Should the pagefile be placed on SSDs?

Yes. Most pagefile operations are small random reads or larger sequential writes, both of which are types of operations that SSDs handle well.

In looking at telemetry data from thousands of traces and focusing on pagefile reads and writes, we find that

Pagefile.sys reads outnumber pagefile.sys writes by about 40 to 1,
Pagefile.sys read sizes are typically quite small, with 67% less than or equal to 4 KB, and 88% less than 16 KB.
Pagefile.sys writes are relatively large, with 62% greater than or equal to 128 KB and 45% being exactly 1 MB in size.

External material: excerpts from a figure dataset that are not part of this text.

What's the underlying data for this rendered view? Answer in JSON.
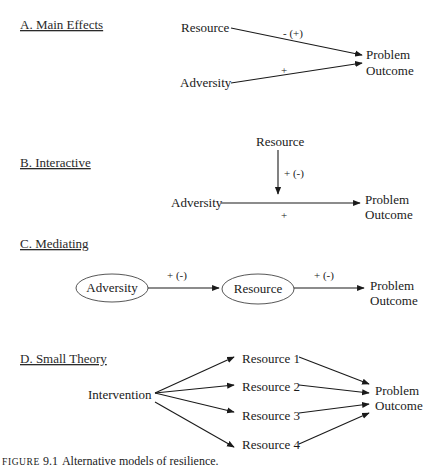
{
  "sections": {
    "a": {
      "title": "A. Main Effects",
      "nodes": {
        "resource": "Resource",
        "adversity": "Adversity",
        "outcome_1": "Problem",
        "outcome_2": "Outcome"
      },
      "edges": [
        {
          "from": "Resource",
          "to": "Problem Outcome",
          "label": "- (+)"
        },
        {
          "from": "Adversity",
          "to": "Problem Outcome",
          "label": "+"
        }
      ]
    },
    "b": {
      "title": "B. Interactive",
      "nodes": {
        "resource": "Resource",
        "adversity": "Adversity",
        "outcome_1": "Problem",
        "outcome_2": "Outcome"
      },
      "edges": [
        {
          "from": "Resource",
          "to": "Adversity→Outcome path",
          "label": "+ (-)"
        },
        {
          "from": "Adversity",
          "to": "Problem Outcome",
          "label": "+"
        }
      ]
    },
    "c": {
      "title": "C. Mediating",
      "nodes": {
        "adversity": "Adversity",
        "resource": "Resource",
        "outcome_1": "Problem",
        "outcome_2": "Outcome"
      },
      "edges": [
        {
          "from": "Adversity",
          "to": "Resource",
          "label": "+ (-)"
        },
        {
          "from": "Resource",
          "to": "Problem Outcome",
          "label": "+ (-)"
        }
      ]
    },
    "d": {
      "title": "D. Small Theory",
      "nodes": {
        "intervention": "Intervention",
        "resources": [
          "Resource 1",
          "Resource 2",
          "Resource 3",
          "Resource 4"
        ],
        "outcome_1": "Problem",
        "outcome_2": "Outcome"
      }
    }
  },
  "caption": {
    "prefix": "FIGURE",
    "number": "9.1",
    "text": "Alternative models of resilience."
  }
}
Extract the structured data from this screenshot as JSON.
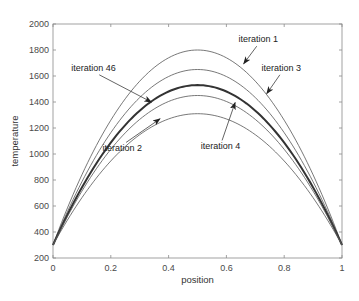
{
  "chart_data": {
    "type": "line",
    "title": "",
    "xlabel": "position",
    "ylabel": "temperature",
    "xlim": [
      0,
      1
    ],
    "ylim": [
      200,
      2000
    ],
    "xticks": [
      0,
      0.2,
      0.4,
      0.6,
      0.8,
      1
    ],
    "xtick_labels": [
      "0",
      "0.2",
      "0.4",
      "0.6",
      "0.8",
      "1"
    ],
    "yticks": [
      200,
      400,
      600,
      800,
      1000,
      1200,
      1400,
      1600,
      1800,
      2000
    ],
    "ytick_labels": [
      "200",
      "400",
      "600",
      "800",
      "1000",
      "1200",
      "1400",
      "1600",
      "1800",
      "2000"
    ],
    "grid": false,
    "legend": null,
    "x": [
      0,
      0.1,
      0.2,
      0.3,
      0.4,
      0.5,
      0.6,
      0.7,
      0.8,
      0.9,
      1.0
    ],
    "series": [
      {
        "name": "iteration 1",
        "boundary": 300,
        "peak": 1800,
        "values": [
          300,
          840,
          1260,
          1560,
          1740,
          1800,
          1740,
          1560,
          1260,
          840,
          300
        ],
        "line_width": 0.8,
        "color": "#555555"
      },
      {
        "name": "iteration 3",
        "boundary": 300,
        "peak": 1650,
        "values": [
          300,
          786,
          1164,
          1434,
          1596,
          1650,
          1596,
          1434,
          1164,
          786,
          300
        ],
        "line_width": 0.8,
        "color": "#555555"
      },
      {
        "name": "iteration 46",
        "boundary": 300,
        "peak": 1530,
        "values": [
          300,
          743,
          1087,
          1333,
          1481,
          1530,
          1481,
          1333,
          1087,
          743,
          300
        ],
        "line_width": 2.0,
        "color": "#333333"
      },
      {
        "name": "iteration 4",
        "boundary": 300,
        "peak": 1450,
        "values": [
          300,
          714,
          1036,
          1266,
          1404,
          1450,
          1404,
          1266,
          1036,
          714,
          300
        ],
        "line_width": 0.8,
        "color": "#555555"
      },
      {
        "name": "iteration 2",
        "boundary": 300,
        "peak": 1310,
        "values": [
          300,
          664,
          946,
          1148,
          1270,
          1310,
          1270,
          1148,
          946,
          664,
          300
        ],
        "line_width": 0.8,
        "color": "#555555"
      }
    ],
    "annotations": [
      {
        "text": "iteration 1",
        "text_pos": [
          0.71,
          1860
        ],
        "arrow_to": [
          0.66,
          1695
        ]
      },
      {
        "text": "iteration 3",
        "text_pos": [
          0.79,
          1640
        ],
        "arrow_to": [
          0.74,
          1465
        ]
      },
      {
        "text": "iteration 46",
        "text_pos": [
          0.14,
          1640
        ],
        "arrow_to": [
          0.34,
          1400
        ]
      },
      {
        "text": "iteration 4",
        "text_pos": [
          0.58,
          1035
        ],
        "arrow_to": [
          0.63,
          1395
        ]
      },
      {
        "text": "iteration 2",
        "text_pos": [
          0.24,
          1020
        ],
        "arrow_to": [
          0.37,
          1270
        ]
      }
    ]
  }
}
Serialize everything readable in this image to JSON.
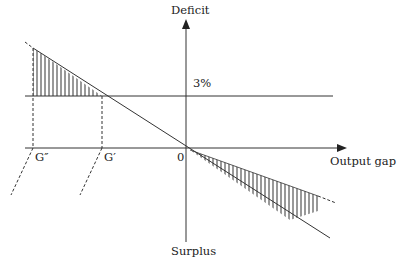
{
  "diagram": {
    "labels": {
      "y_axis_top": "Deficit",
      "y_axis_bottom": "Surplus",
      "x_axis": "Output gap",
      "threshold": "3%",
      "origin": "0",
      "g_prime": "G′",
      "g_double_prime": "G″"
    },
    "colors": {
      "line": "#333333",
      "hatch": "#444444",
      "background": "#ffffff"
    }
  }
}
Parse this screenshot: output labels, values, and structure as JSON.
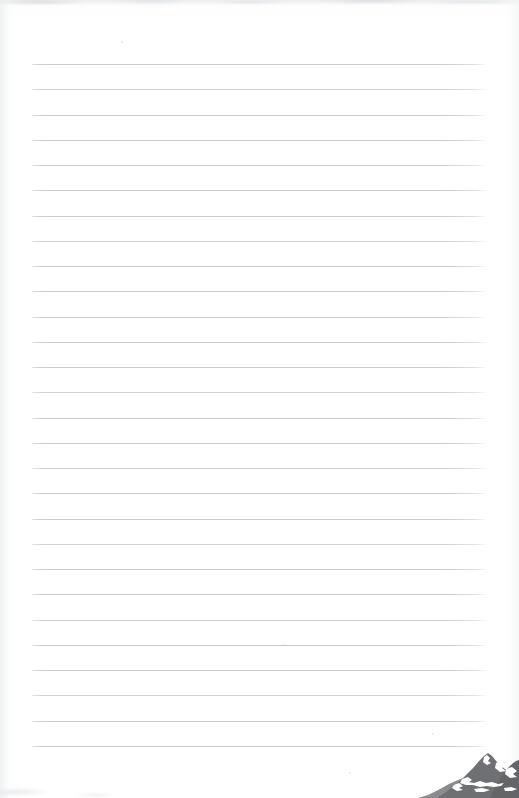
{
  "document": {
    "kind": "scanned-lined-notepad-page",
    "title": "Blank Ruled Notepad Page",
    "page_width": 519,
    "page_height": 798,
    "background_color": "#ffffff",
    "content_text": ""
  },
  "ruling": {
    "line_count": 28,
    "first_line_y": 64,
    "line_spacing": 25.25,
    "line_start_x": 32,
    "line_end_x": 488,
    "line_thickness": 1,
    "line_color": "#c7ccd1",
    "line_color_faint": "#dfe3e6"
  },
  "logo": {
    "name": "mountain-peak-logo",
    "description": "Grayscale mountain range silhouette with snow patches",
    "x": 418,
    "y": 752,
    "width": 101,
    "height": 46,
    "fill_color": "#6e7073",
    "shadow_color": "#8a8c8f",
    "snow_color": "#ffffff"
  },
  "artifacts": {
    "top_edge_smudge": true,
    "left_margin_shading": true,
    "right_margin_shading": true,
    "specks": [
      {
        "x": 283,
        "y": 644,
        "size": 2
      },
      {
        "x": 432,
        "y": 733,
        "size": 2
      },
      {
        "x": 349,
        "y": 772,
        "size": 2
      },
      {
        "x": 121,
        "y": 41,
        "size": 2
      }
    ]
  }
}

In fact, given typical pagefile reference patterns and the favorable performance characteristics SSDs have on those patterns, there are few files better than the pagefile to place on an SSD.
 
Aaahh good read there marc2003 and i shall put my Page file back to my SSD but reduced. Thanks

Still don't know why i am losing random space though. I will keep an eye on it today and see if it does it again.

Thanks all for the replies. All good stuff ;)


Edit: Ok so i am trying to work out what to set my Page file to now "Initial Size" and "Maximum Size"? Like i said i have 8GB of system memory. A lot of what i read keeps saying that you ideally set it to twice the amount of system memory... That doesn't make any sense at all which is why i ask.

Edit 2: After some more research it seems that these day's Page file is very rarely used. And in a system with 8GB+ of memory will probably never be used. And has i stated earlier i don't use anything intensive enough on my system to come anywhere near close to using my 8GB worth of memory. So i don't see why moving the whole page file to another drive would do any harm when it isn't going to use it in the first place. But also if it is on another drive that space isn't being used up on my SSD. Please feel free to correct me on any of this theory.

Edit 3: Right, so i have set Initial size = 1024 and Maximum = 2048 on my SSD. All this sound ok?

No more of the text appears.